The Family Romanov: Murder Rebellion, and the Fall of Imperial Russia by Candace Fleming.

Were the Romanov family a Christian family, persecuted by the evil Communist revolutionaries and ultimately martyrs to their (Orthodox) faith?

“Alix (Alexandra) . . . spent hours a day on her knees in prayer.” (p.28)

“God’s will must always be accepted without complaint. After all, everything that happened in life was the result of God’s will, so it was pointless to question the meaning of events. ‘God knows what is good for us,’ Nicholas often reminded himself. ‘We must bow down our heads and repeat the sacred words, ‘Thy will be done.”” (p.43)

“Typically Nicholas believed Alexei’s illness was God’s will, and so he accepted it passively. ‘My own fate and that of my family are in the hands of Almighty God.'” (p.55)

“Alexandra believed Rasputin’s healing powers were a gift from God, the answer to all her long hours of prayer.” (p.87)

“Alexandra wanted to do more. So she enrolled in nursing courses, and she took nineteen-year-old Olga and seventeen-year-old Tatiana with her. . . Working in the wards, the students washed, cleaned, and bandaged maimed bodies, mangled faces, blinded eyes.” (p.138)

“‘It is necessary to look more calmly on everything,’ she (Alexandra) said three months after her husband’s abdication. ‘What is to be done? God has sent us trials, evidently he thinks we are prepared for it. It is a sort of examination—to prove we are ready for His grace.'” (p.185)

“Their mornings began and evenings ended with prayers.” “Marie offered to read aloud from the family’s favorite collection of sermons.” (p.228)

Or was Nicholas an evil, violent man and was Alexandra blinded by her near-idolatry for Rasputin and for her icons to which she turned in faith that they would make her son well?
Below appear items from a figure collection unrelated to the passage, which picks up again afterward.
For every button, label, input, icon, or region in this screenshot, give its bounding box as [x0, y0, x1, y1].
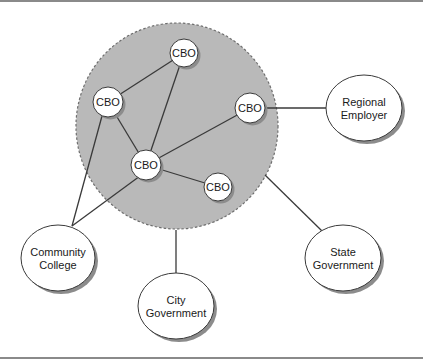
node-label-line: Community	[30, 246, 86, 258]
node-label: CBO	[134, 159, 158, 171]
node-label-line: State	[330, 246, 356, 258]
node-label-line: Government	[313, 259, 374, 271]
partner-network-diagram: CBOCBOCBOCBOCBO RegionalEmployerCommunit…	[0, 0, 423, 364]
node-label-line: College	[39, 259, 76, 271]
node-community-college: CommunityCollege	[21, 225, 98, 294]
node-regional-employer: RegionalEmployer	[326, 75, 405, 144]
node-label: CBO	[206, 181, 230, 193]
node-label-line: City	[167, 294, 186, 306]
node-label: CBO	[96, 96, 120, 108]
edge-cluster-to-state-government	[265, 175, 322, 231]
node-label: CBO	[172, 47, 196, 59]
node-label-line: Government	[146, 307, 207, 319]
node-label-line: Regional	[342, 96, 385, 108]
node-label: CBO	[238, 102, 262, 114]
node-city-government: CityGovernment	[138, 273, 217, 342]
node-label-line: Employer	[341, 109, 388, 121]
node-state-government: StateGovernment	[305, 225, 384, 294]
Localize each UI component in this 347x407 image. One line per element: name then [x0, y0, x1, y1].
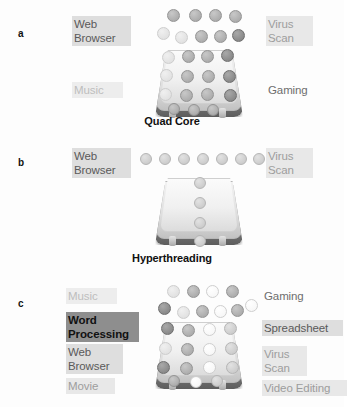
- chip-pin: [169, 236, 176, 246]
- label-c-right-3[interactable]: Video Editing: [262, 380, 347, 396]
- thread-dot: [189, 9, 202, 22]
- core-dot: [203, 361, 216, 374]
- thread-dot: [245, 299, 258, 312]
- core-dot: [181, 70, 194, 83]
- core-dot: [201, 88, 214, 101]
- core-dot: [221, 49, 234, 62]
- core-dot: [161, 322, 174, 335]
- label-c-left-0[interactable]: Music: [66, 288, 117, 304]
- thread-dot: [158, 302, 171, 315]
- label-c-right-2[interactable]: Virus Scan: [262, 346, 307, 376]
- thread-dot: [197, 153, 209, 165]
- core-dot: [182, 50, 195, 63]
- core-dot: [160, 69, 173, 82]
- panel-c: c Music Word Processing Web Browser Movi…: [0, 270, 344, 407]
- thread-dot: [159, 153, 171, 165]
- thread-dot: [206, 285, 219, 298]
- caption-b: Hyperthreading: [0, 252, 344, 264]
- core-dot: [225, 342, 238, 355]
- label-a-right-1[interactable]: Gaming: [266, 82, 327, 98]
- thread-dot: [157, 27, 170, 40]
- core-dot: [224, 322, 237, 335]
- core-dot: [168, 103, 180, 115]
- thread-dot: [226, 285, 239, 298]
- panel-letter-c: c: [18, 298, 24, 309]
- core-dot: [194, 217, 206, 229]
- thread-dot: [167, 9, 180, 22]
- label-b-left-0[interactable]: Web Browser: [72, 148, 131, 178]
- thread-dot: [187, 285, 200, 298]
- thread-dot: [178, 153, 190, 165]
- thread-dot: [167, 285, 180, 298]
- panel-a: a Web Browser Music Virus Scan Gaming: [0, 0, 344, 135]
- thread-dot: [232, 29, 245, 42]
- core-dot: [194, 177, 206, 189]
- label-c-right-1[interactable]: Spreadsheet: [262, 320, 343, 336]
- core-dot: [162, 51, 175, 64]
- label-c-left-3[interactable]: Movie: [66, 378, 115, 394]
- core-dot: [203, 323, 216, 336]
- core-dot: [223, 70, 236, 83]
- panel-b: b Web Browser Virus Scan: [0, 135, 344, 270]
- thread-dot: [209, 9, 222, 22]
- thread-dot: [140, 153, 152, 165]
- core-dot: [157, 361, 170, 374]
- core-dot: [203, 343, 216, 356]
- thread-dot: [195, 30, 208, 43]
- core-dot: [180, 362, 193, 375]
- thread-dot: [253, 153, 265, 165]
- core-dot: [194, 235, 206, 247]
- core-dot: [194, 197, 206, 209]
- core-dot: [224, 89, 237, 102]
- chip-pin: [219, 236, 226, 246]
- core-dot: [182, 324, 195, 337]
- core-dot: [168, 375, 180, 387]
- core-dot: [181, 343, 194, 356]
- core-dot: [159, 88, 172, 101]
- thread-dot: [214, 30, 227, 43]
- panel-letter-a: a: [18, 28, 24, 39]
- label-c-left-1[interactable]: Word Processing: [66, 312, 139, 342]
- core-dot: [159, 342, 172, 355]
- panel-letter-b: b: [18, 157, 24, 168]
- thread-dot: [235, 153, 247, 165]
- core-dot: [201, 50, 214, 63]
- thread-dot: [229, 10, 242, 23]
- core-dot: [211, 375, 223, 387]
- label-b-right-0[interactable]: Virus Scan: [266, 148, 313, 178]
- label-a-left-0[interactable]: Web Browser: [72, 16, 131, 46]
- label-c-right-0[interactable]: Gaming: [262, 288, 323, 304]
- label-a-left-1[interactable]: Music: [72, 82, 123, 98]
- caption-a: Quad Core: [0, 115, 344, 127]
- thread-dot: [216, 153, 228, 165]
- core-dot: [190, 376, 202, 388]
- core-dot: [180, 89, 193, 102]
- core-dot: [202, 70, 215, 83]
- label-a-right-0[interactable]: Virus Scan: [266, 16, 313, 46]
- core-dot: [226, 361, 239, 374]
- label-c-left-2[interactable]: Web Browser: [66, 344, 123, 374]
“They (the police) shared Nicholas’s view that ‘the Yids,’ as he derisively called his Jewish subjects, ‘must be kept in their place.'” (p.69)

“Nicholas decided to crack down on all of his subjects. Now, he declared, they would ‘feel the whip.’ Perhaps then they would think twice before rebelling.” (p.79)

“Their work (the pogroms) delighted Nicholas. Once, after reading a particularly gruesome report of hangings and beatings, he turned to an aide. ‘This really tickles me,’ he said. ‘It really does.'” (p.80)

“Alexandra firmly believed Rasputin was God’s messenger, sent to guide them through the war. ‘I fully trust in Our Friend’s wisdom endowed by God to counsel what is right for you and our country,’ she wrote Nicholas.” (p.148-9)

Both, I think, however contradictory that may be. The book is certainly a warning to those of us who are Christians: we may be blinded by our own prejudices and those of our culture into believing things that are contrary to the gospel of Christ and into acting upon those erroneous beliefs. We must always compare our actions and beliefs with the yardstick of Scripture and ask for specific guidance from the Holy Spirit. I believe that if Nicholas and Alexandra had done so in regard to the Jews and to Rasputin, that guidance would have been granted to them.

Ms. Fleming does a good job of presenting a balanced and intriguing picture of the Romanovs, and I recommend the book.